■ WORK TO BE COMPLETED: Return the listing below exactly as it stands. Pictures stay out.

■ AVAILABLE DATA:

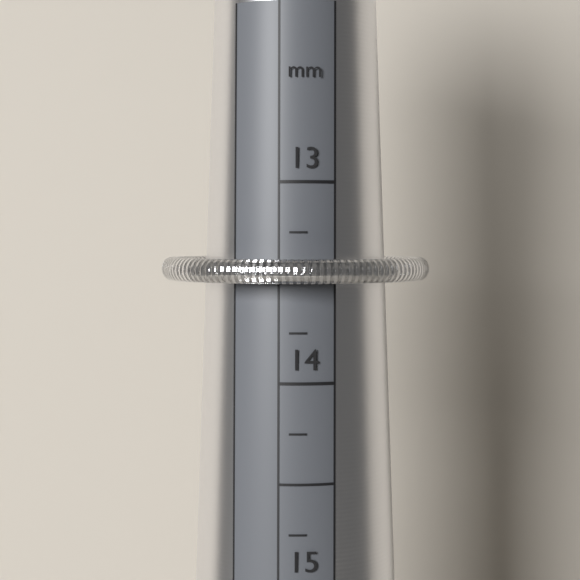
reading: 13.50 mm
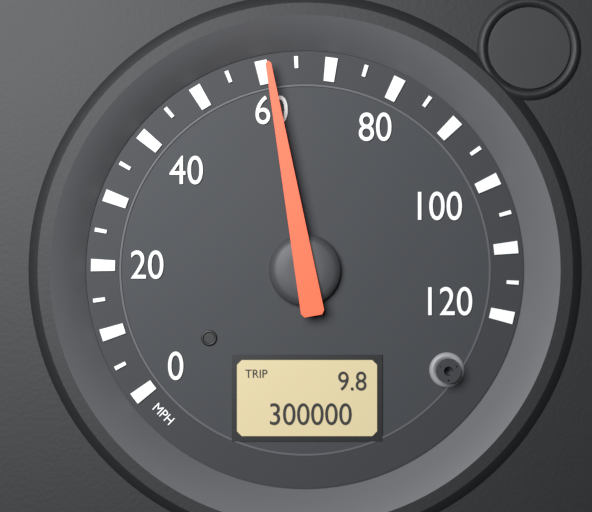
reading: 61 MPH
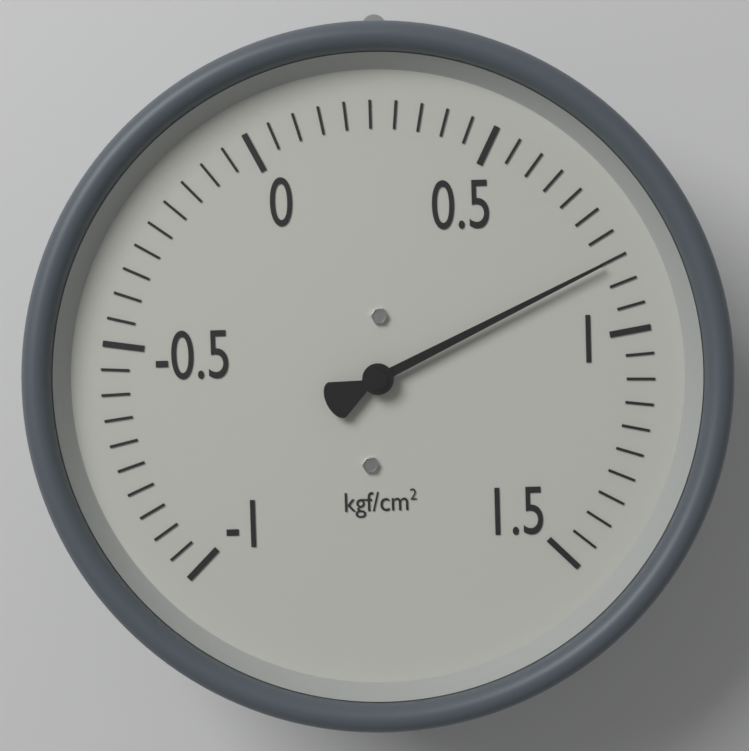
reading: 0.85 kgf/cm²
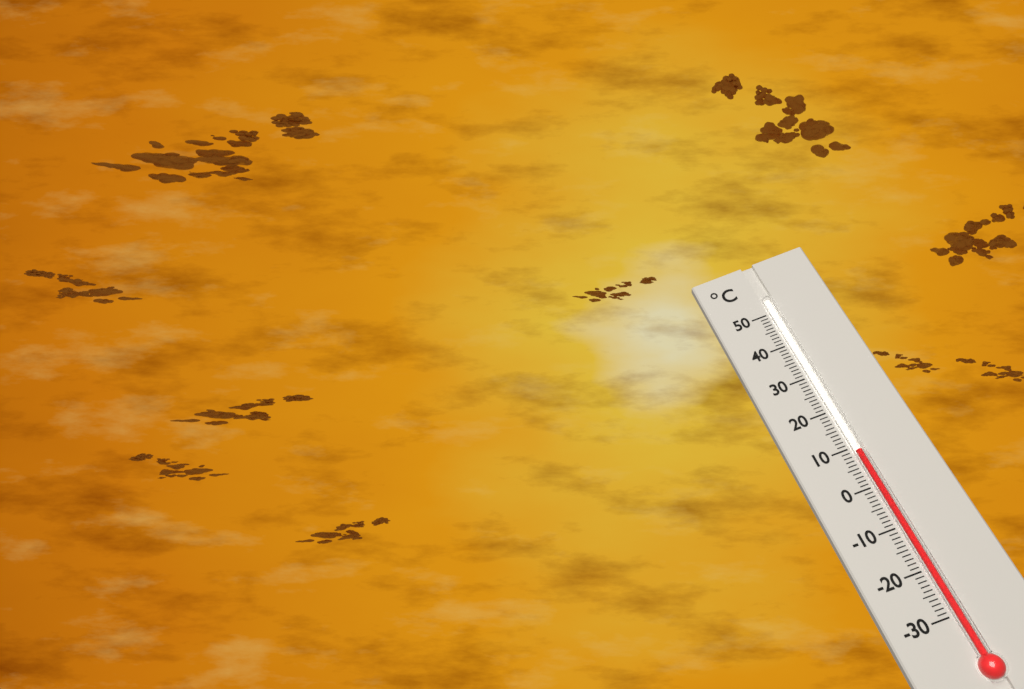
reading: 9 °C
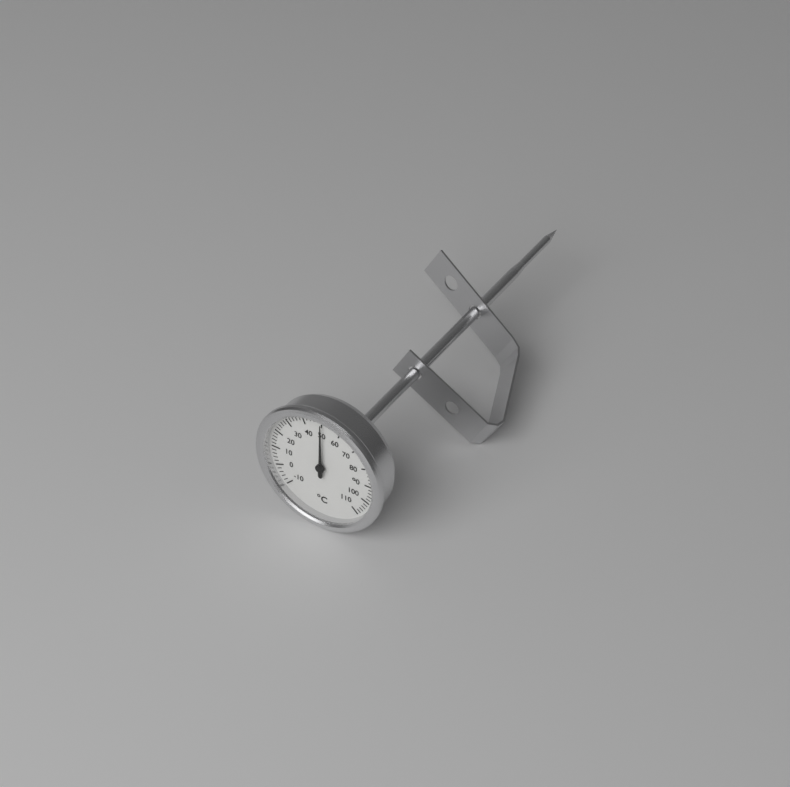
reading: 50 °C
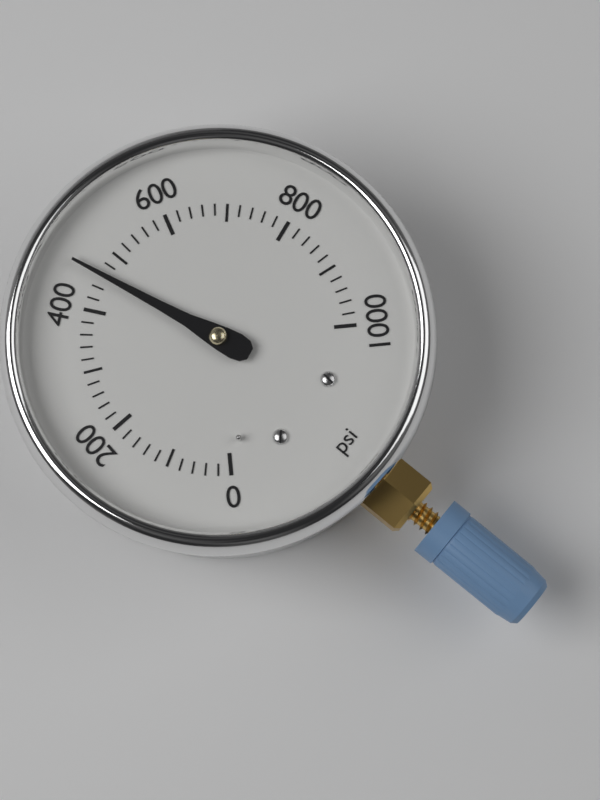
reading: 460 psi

■ EXERCISE OUTPUT:
reading: 13.50 mm
reading: 61 MPH
reading: 0.85 kgf/cm²
reading: 9 °C
reading: 50 °C
reading: 460 psi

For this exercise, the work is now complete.